Paul Gohde heard the sound of race cars early in his life.
Growing up in suburban Milwaukee, just north of Wisconsin State Fair Park in the 1950’s, Paul had no idea what “that noise” was all about that he heard several times a year. Finally, through prodding by friends of his parents, he was taken to several Thursday night modified stock car races on the old quarter-mile dirt track that was in the infield of the one-mile oval -and he was hooked.
The first Milwaukee Mile event that he attended was the 1959 Rex Mays Classic won by Johnny Thomson in the pink Racing Associates lay-down Offy built by the legendary Lujie Lesovsky. After the 100-miler Gohde got the winner’s autograph in the pits, something he couldn’t do when he saw Hank Aaron hit a home run at County Stadium, and, again, he was hooked.
Paul began attending the Indianapolis 500 in 1961, and saw A. J. Foyt’s first Indy win. He began covering races in 1965 for Racing Wheels newspaper in Vancouver, WA as a reporter/photographer and his first credentialed race was Jim Clark’s historic Indy win.Paul has also done reporting, columns and photography for Midwest Racing News since the mid-sixties, with the 1967 Hoosier 100 being his first big race to report for them.

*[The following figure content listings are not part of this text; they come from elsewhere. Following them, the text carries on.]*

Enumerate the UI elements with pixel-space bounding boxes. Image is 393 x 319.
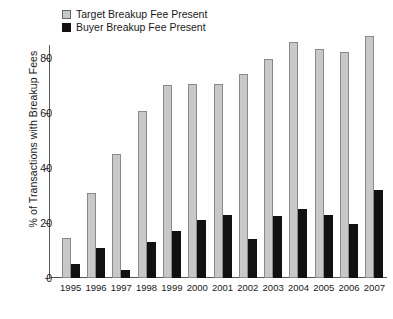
- bar-target-1996: [87, 193, 96, 278]
- bar-target-2005: [315, 49, 324, 278]
- x-tick-label-1995: 1995: [58, 282, 83, 293]
- x-tick-label-1997: 1997: [109, 282, 134, 293]
- bar-buyer-1997: [121, 270, 130, 278]
- y-tick-label: 80: [28, 52, 52, 64]
- x-tick-label-2006: 2006: [336, 282, 361, 293]
- bar-group-2005: [311, 30, 336, 278]
- bar-buyer-2000: [197, 220, 206, 278]
- plot-area: 020406080: [58, 30, 387, 278]
- bar-buyer-1996: [96, 248, 105, 278]
- legend-label-target: Target Breakup Fee Present: [76, 8, 207, 21]
- bar-target-2002: [239, 74, 248, 278]
- bar-buyer-2006: [349, 224, 358, 278]
- y-tick-label: 0: [28, 272, 52, 284]
- x-tick-label-2005: 2005: [311, 282, 336, 293]
- bar-group-2007: [362, 30, 387, 278]
- breakup-fee-bar-chart: Target Breakup Fee Present Buyer Breakup…: [0, 0, 393, 319]
- x-tick-label-1999: 1999: [159, 282, 184, 293]
- x-axis-tick-labels: 1995199619971998199920002001200220032004…: [58, 282, 387, 293]
- bar-buyer-2002: [248, 239, 257, 278]
- x-tick-label-2002: 2002: [235, 282, 260, 293]
- bar-buyer-1998: [147, 242, 156, 278]
- bar-target-1998: [138, 111, 147, 278]
- bar-group-1995: [58, 30, 83, 278]
- x-tick-label-2000: 2000: [185, 282, 210, 293]
- bar-group-1997: [109, 30, 134, 278]
- y-tick-label: 60: [28, 107, 52, 119]
- bar-buyer-2007: [374, 190, 383, 278]
- bar-target-2001: [214, 84, 223, 278]
- bar-group-2006: [336, 30, 361, 278]
- y-tick-label: 40: [28, 162, 52, 174]
- bar-target-2006: [340, 52, 349, 278]
- bar-group-2001: [210, 30, 235, 278]
- bar-group-2000: [185, 30, 210, 278]
- x-tick-label-1996: 1996: [83, 282, 108, 293]
- bar-buyer-2005: [324, 215, 333, 278]
- bar-group-2002: [235, 30, 260, 278]
- bar-group-2003: [261, 30, 286, 278]
- y-tick-label: 20: [28, 217, 52, 229]
- bar-target-2007: [365, 36, 374, 278]
- bar-buyer-1995: [71, 264, 80, 278]
- bar-target-2003: [264, 59, 273, 278]
- x-tick-label-2001: 2001: [210, 282, 235, 293]
- x-tick-label-2004: 2004: [286, 282, 311, 293]
- bar-target-1997: [112, 154, 121, 278]
- bar-buyer-2003: [273, 216, 282, 278]
- bar-group-2004: [286, 30, 311, 278]
- bar-target-1995: [62, 238, 71, 278]
- bar-target-1999: [163, 85, 172, 278]
- bar-series-container: [58, 30, 387, 278]
- bar-buyer-1999: [172, 231, 181, 278]
- bar-group-1998: [134, 30, 159, 278]
- x-tick-label-2003: 2003: [261, 282, 286, 293]
- bar-buyer-2004: [298, 209, 307, 278]
- bar-target-2004: [289, 42, 298, 278]
- legend-item-target: Target Breakup Fee Present: [62, 8, 207, 21]
- bar-buyer-2001: [223, 215, 232, 278]
- bar-group-1996: [83, 30, 108, 278]
- x-tick-label-2007: 2007: [362, 282, 387, 293]
- bar-target-2000: [188, 84, 197, 278]
- legend-swatch-target-icon: [62, 10, 71, 19]
- x-tick-label-1998: 1998: [134, 282, 159, 293]
- bar-group-1999: [159, 30, 184, 278]
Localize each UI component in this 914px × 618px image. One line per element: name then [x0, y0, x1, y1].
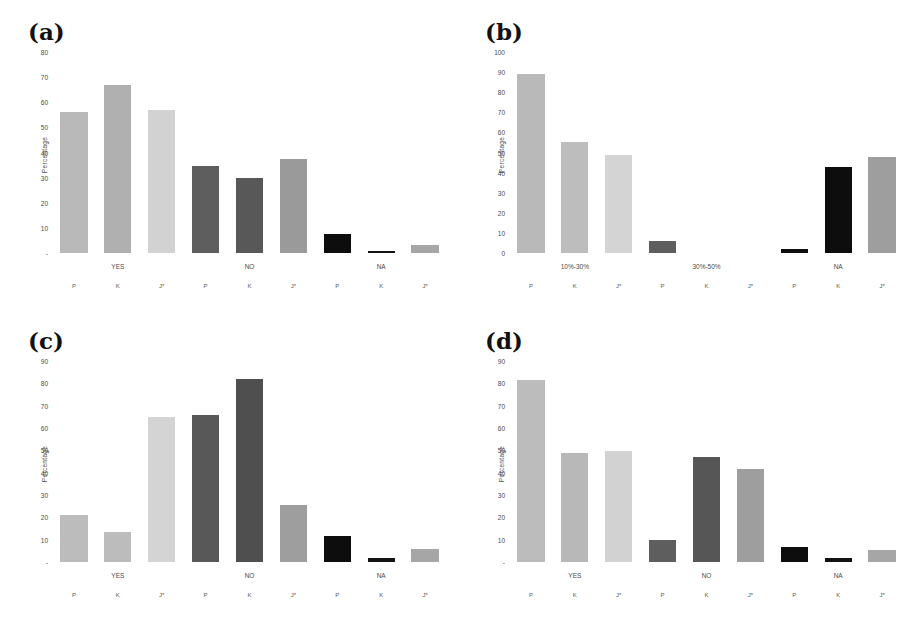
- panel-b-x-tick-label: P: [792, 283, 796, 289]
- panel-a-x-tick-label: P: [335, 283, 339, 289]
- panel-d-y-tick: 90: [481, 358, 505, 365]
- bar-b-3050-P: [649, 241, 676, 253]
- bar-a-NA-P: [324, 234, 351, 253]
- panel-b-x-tick-label: P: [529, 283, 533, 289]
- panel-d-x-tick-label: J*: [879, 592, 884, 598]
- bar-a-NO-P: [192, 166, 219, 253]
- panel-d-x-tick-label: J*: [748, 592, 753, 598]
- bar-b-1030-Jstar: [605, 155, 632, 253]
- panel-b-y-tick: 60: [481, 129, 505, 136]
- panel-d-label: (d): [485, 327, 523, 354]
- panel-b-group-label: 10%-30%: [561, 263, 589, 270]
- panel-c-y-tick: 20: [24, 514, 48, 521]
- panel-b-group-labels: 10%-30%30%-50%NA: [509, 263, 904, 275]
- panel-d-group-label: NA: [834, 572, 843, 579]
- panel-d-x-tick-label: P: [529, 592, 533, 598]
- panel-c-y-tick: 30: [24, 491, 48, 498]
- panel-b-bars: [509, 52, 904, 253]
- panel-a-x-tick-label: J*: [159, 283, 164, 289]
- panel-d-y-tick: -: [481, 559, 505, 566]
- bar-c-NA-K: [368, 558, 395, 562]
- panel-c-x-tick-label: K: [247, 592, 251, 598]
- panel-a-y-tick: 10: [24, 224, 48, 231]
- panel-c-x-tick-label: P: [335, 592, 339, 598]
- panel-a-x-tick-label: K: [379, 283, 383, 289]
- panel-a-label: (a): [28, 18, 65, 45]
- panel-d-x-tick-label: K: [704, 592, 708, 598]
- panel-d-y-tick: 70: [481, 402, 505, 409]
- panel-c-bars: [52, 361, 447, 562]
- bar-a-NO-Jstar: [280, 159, 307, 253]
- bar-d-NO-K: [693, 457, 720, 562]
- panel-a-y-tick: -: [24, 250, 48, 257]
- panel-d-y-tick: 30: [481, 491, 505, 498]
- panel-c-x-tick-label: P: [72, 592, 76, 598]
- panel-d-y-tick: 10: [481, 536, 505, 543]
- panel-d-x-tick-label: P: [661, 592, 665, 598]
- bar-c-YES-K: [104, 532, 131, 562]
- panel-c-y-tick: 60: [24, 424, 48, 431]
- panel-a-y-tick: 30: [24, 174, 48, 181]
- panel-d-y-tick: 60: [481, 424, 505, 431]
- panel-d-x-tick-label: J*: [616, 592, 621, 598]
- bar-c-NO-K: [236, 379, 263, 562]
- figure-four-panel-bar-charts: (a) Percentage -1020304050607080 YESNONA…: [0, 0, 914, 618]
- panel-d-bars: [509, 361, 904, 562]
- panel-b-x-tick-label: P: [661, 283, 665, 289]
- panel-b-x-tick-label: K: [836, 283, 840, 289]
- panel-b-y-tick: 90: [481, 69, 505, 76]
- panel-c-x-tick-label: K: [379, 592, 383, 598]
- panel-b-y-tick: 10: [481, 229, 505, 236]
- panel-c-y-tick: -: [24, 559, 48, 566]
- bar-a-YES-Jstar: [148, 110, 175, 253]
- panel-a-x-tick-label: J*: [422, 283, 427, 289]
- panel-a-group-label: YES: [111, 263, 124, 270]
- panel-c-y-tick: 90: [24, 358, 48, 365]
- bar-c-NA-P: [324, 536, 351, 562]
- panel-d-y-tick: 20: [481, 514, 505, 521]
- panel-d-group-label: NO: [702, 572, 712, 579]
- panel-a-group-label: NO: [245, 263, 255, 270]
- bar-a-YES-K: [104, 85, 131, 253]
- panel-b-group-label: 30%-50%: [692, 263, 720, 270]
- panel-c-group-label: NO: [245, 572, 255, 579]
- panel-c-x-ticks: PKJ*PKJ*PKJ*: [52, 592, 447, 604]
- panel-b-y-tick: 0: [481, 250, 505, 257]
- panel-d-group-labels: YESNONA: [509, 572, 904, 584]
- panel-a-x-ticks: PKJ*PKJ*PKJ*: [52, 283, 447, 295]
- panel-c: (c) Percentage -102030405060708090 YESNO…: [0, 309, 457, 618]
- bar-a-YES-P: [60, 112, 87, 253]
- bar-c-NO-Jstar: [280, 505, 307, 562]
- panel-a-x-tick-label: P: [72, 283, 76, 289]
- bar-a-NA-K: [368, 251, 395, 254]
- bar-c-YES-P: [60, 515, 87, 562]
- panel-b-y-tick: 50: [481, 149, 505, 156]
- bar-b-1030-K: [561, 142, 588, 253]
- panel-c-x-tick-label: J*: [291, 592, 296, 598]
- panel-a-x-tick-label: P: [204, 283, 208, 289]
- bar-d-NA-P: [781, 547, 808, 562]
- panel-b-x-tick-label: K: [573, 283, 577, 289]
- panel-a-x-tick-label: K: [247, 283, 251, 289]
- panel-c-label: (c): [28, 327, 64, 354]
- panel-b-y-tick: 30: [481, 189, 505, 196]
- panel-d-y-tick: 80: [481, 380, 505, 387]
- panel-a-y-tick: 50: [24, 124, 48, 131]
- bar-c-NA-Jstar: [411, 549, 438, 562]
- panel-a-y-tick: 60: [24, 99, 48, 106]
- panel-c-x-tick-label: J*: [422, 592, 427, 598]
- panel-a-y-tick: 40: [24, 149, 48, 156]
- panel-d-plot-area: -102030405060708090: [509, 361, 904, 562]
- bar-c-NO-P: [192, 415, 219, 562]
- bar-c-YES-Jstar: [148, 417, 175, 562]
- panel-a-y-tick: 20: [24, 199, 48, 206]
- panel-a-x-tick-label: J*: [291, 283, 296, 289]
- panel-d-x-tick-label: K: [573, 592, 577, 598]
- panel-b-x-tick-label: J*: [748, 283, 753, 289]
- panel-b-y-tick: 80: [481, 89, 505, 96]
- bar-d-YES-K: [561, 453, 588, 562]
- panel-b-plot-area: 0102030405060708090100: [509, 52, 904, 253]
- panel-c-y-tick: 80: [24, 380, 48, 387]
- bar-b-NA-P: [781, 249, 808, 253]
- panel-b-y-tick: 70: [481, 109, 505, 116]
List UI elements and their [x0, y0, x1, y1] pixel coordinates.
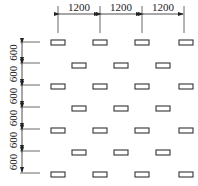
element-rect	[51, 40, 65, 45]
staggered-layout-diagram: 1200 1200 1200 600 600 600 600 600 600	[0, 0, 198, 186]
element-rect	[135, 84, 149, 89]
element-rect	[51, 84, 65, 89]
v-dim-label-3: 600	[7, 87, 19, 104]
element-rect	[156, 63, 170, 68]
element-rect	[93, 40, 107, 45]
element-rect	[135, 172, 149, 177]
v-dim-label-1: 600	[7, 44, 19, 61]
v-dim-label-6: 600	[7, 153, 19, 170]
v-dim-label-5: 600	[7, 131, 19, 148]
element-rect	[72, 150, 86, 155]
element-rect	[93, 128, 107, 133]
element-rect	[93, 172, 107, 177]
element-rect	[156, 106, 170, 111]
element-rect	[72, 106, 86, 111]
h-dim-label-3: 1200	[152, 1, 175, 13]
element-rect	[72, 63, 86, 68]
element-rect	[179, 128, 193, 133]
vertical-extension-lines	[20, 42, 40, 173]
element-rect	[114, 106, 128, 111]
v-dim-label-2: 600	[7, 65, 19, 82]
element-rect	[51, 172, 65, 177]
element-rect	[156, 150, 170, 155]
element-rect	[179, 172, 193, 177]
v-dim-label-4: 600	[7, 109, 19, 126]
element-rect	[135, 128, 149, 133]
element-rect	[135, 40, 149, 45]
element-grid	[51, 40, 193, 177]
element-rect	[179, 40, 193, 45]
element-rect	[51, 128, 65, 133]
element-rect	[179, 84, 193, 89]
h-dim-label-2: 1200	[110, 1, 133, 13]
h-dim-label-1: 1200	[68, 1, 91, 13]
element-rect	[114, 63, 128, 68]
element-rect	[114, 150, 128, 155]
element-rect	[93, 84, 107, 89]
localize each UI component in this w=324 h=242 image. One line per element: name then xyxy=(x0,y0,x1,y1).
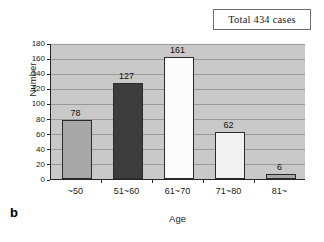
panel-letter: b xyxy=(10,206,18,220)
y-axis-tick-label: 20 xyxy=(18,161,45,169)
y-axis-tick-label: 100 xyxy=(18,100,45,108)
bar-value-label: 127 xyxy=(102,72,152,81)
bar xyxy=(164,57,194,179)
y-axis-tick-label: 60 xyxy=(18,131,45,139)
bar xyxy=(62,120,92,179)
y-axis-tick-label: 160 xyxy=(18,55,45,63)
y-axis-tick-mark xyxy=(47,44,50,45)
y-axis-tick-label: 0 xyxy=(18,176,45,184)
x-axis-tick-mark xyxy=(101,180,102,183)
y-axis-tick-mark xyxy=(47,149,50,150)
bar-value-label: 6 xyxy=(255,163,305,172)
x-axis-title: Age xyxy=(50,213,305,224)
y-axis-tick-label: 120 xyxy=(18,85,45,93)
y-axis-tick-label: 140 xyxy=(18,70,45,78)
x-axis-tick-label: 81~ xyxy=(250,186,310,196)
total-cases-label: Total 434 cases xyxy=(228,14,296,25)
y-axis-tick-mark xyxy=(47,164,50,165)
y-axis-tick-mark xyxy=(47,59,50,60)
x-axis-tick-mark xyxy=(254,180,255,183)
bar xyxy=(215,132,245,179)
y-axis-tick-mark xyxy=(47,134,50,135)
x-axis-tick-mark xyxy=(152,180,153,183)
bar-value-label: 62 xyxy=(204,121,254,130)
y-axis-tick-mark xyxy=(47,89,50,90)
bar xyxy=(113,83,143,179)
bar-value-label: 161 xyxy=(153,46,203,55)
y-axis-tick-label: 80 xyxy=(18,116,45,124)
gridline xyxy=(51,44,305,45)
bar-value-label: 78 xyxy=(51,109,101,118)
total-cases-box: Total 434 cases xyxy=(213,9,311,30)
figure-panel-b: Total 434 cases Number Age b 02040608010… xyxy=(0,0,324,242)
y-axis-tick-label: 40 xyxy=(18,146,45,154)
y-axis-tick-label: 180 xyxy=(18,40,45,48)
y-axis-title: Number xyxy=(27,35,38,125)
y-axis-tick-mark xyxy=(47,74,50,75)
y-axis-tick-mark xyxy=(47,119,50,120)
bar xyxy=(266,174,296,179)
x-axis-tick-mark xyxy=(203,180,204,183)
y-axis-tick-mark xyxy=(47,180,50,181)
y-axis-tick-mark xyxy=(47,104,50,105)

He is a retired middle-grade teacher, an avid collector of vintage racing memorabilia, and a tour guide at Miller Park. Paul loves to explore abandoned race tracks both here and in Europe, with the Brooklands track in Weybridge England being his favorite. Married to Paula, they have three adult children and two cats.
Paul loves the diversity of all types of racing, “a factor that got me hooked in the first place.”